Because most audio related memory is still in the default state of 0xAB, the two low pass filter coefficients are also set to 0xABAB. When DSP-HLE goes to calculate how much the low-pass filter should quiet or amplify things, it adds these values together. For our purposes, the values are interpreted by the game as 16-bit fixed point values, so the coefficients would be roughly 1.341156. These two values added together are supposed to add up to about 1.0, but in this case the result is roughly 2.682312. DSP-HLE sees this number and boosts the volume accordingly, making things sound rather unpleasant.

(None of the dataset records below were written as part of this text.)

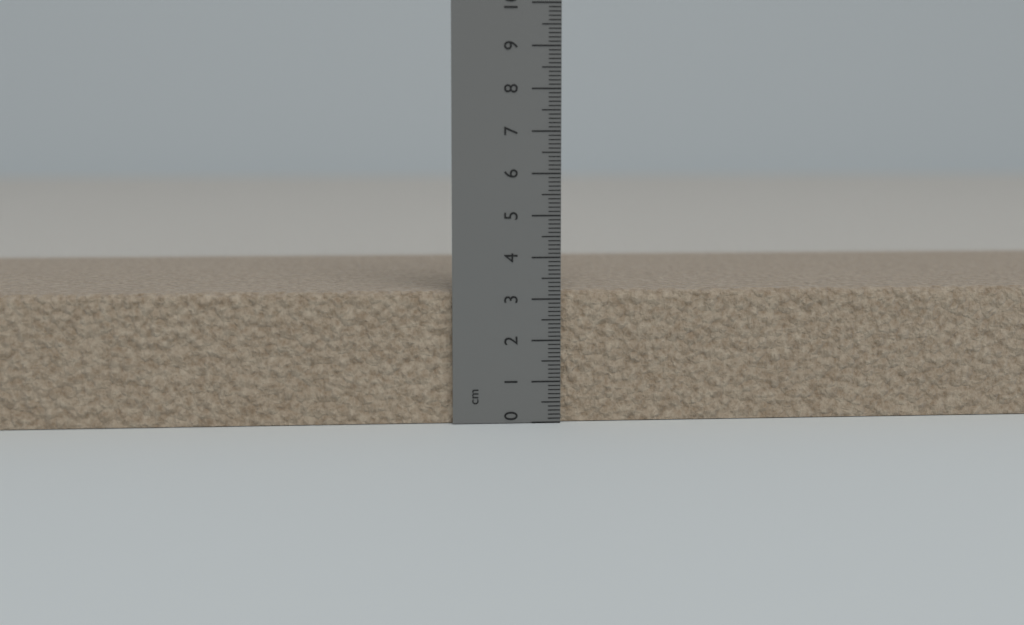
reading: 3.2 cm
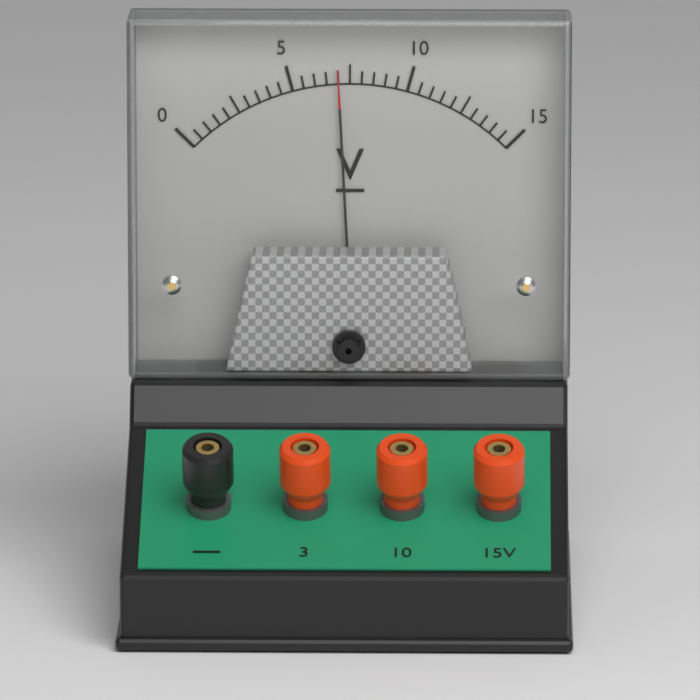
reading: 7.0 V
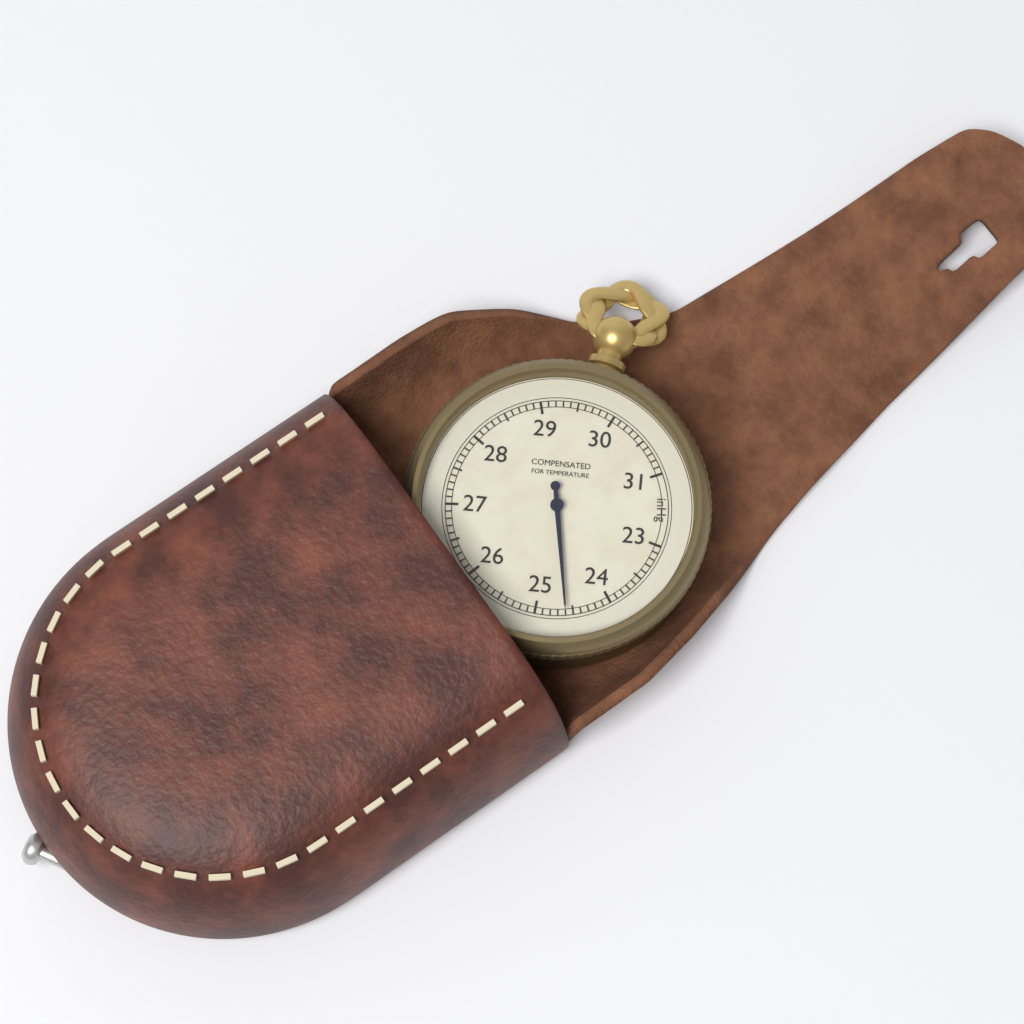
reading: 24.6 inHg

The programmers were using uninitialized memory by accident, which is a game bug. Regardless of their intent, these were the values that the game used. So why was Dolphin broken? flacs figured out that the second filter value is actually a signed value. For a typical 16-bit fixed point value, this means positive values are 0x0000 to 0x7FFF, and negative values are 0x8000 to 0xFFFF. 0xABAB is supposed to be interpreted as a negative value.
With the bug fixed, the equation changes to 1.34 + (-0.66), giving us a coefficient sum of roughly 0.68. The filter is still active and now lowering the volume of the game, but this is accurate to real hardware. It seems that the developers worked around the filter's unintentional activation by just making the game louder to compensate. By handling these uninitialized values correctly, DSP-HLE now produces proper audio in this title.
This Release's Contributors...¶
Special thanks to all of the contributors that incremented Dolphin by 585 commits after Release 2509!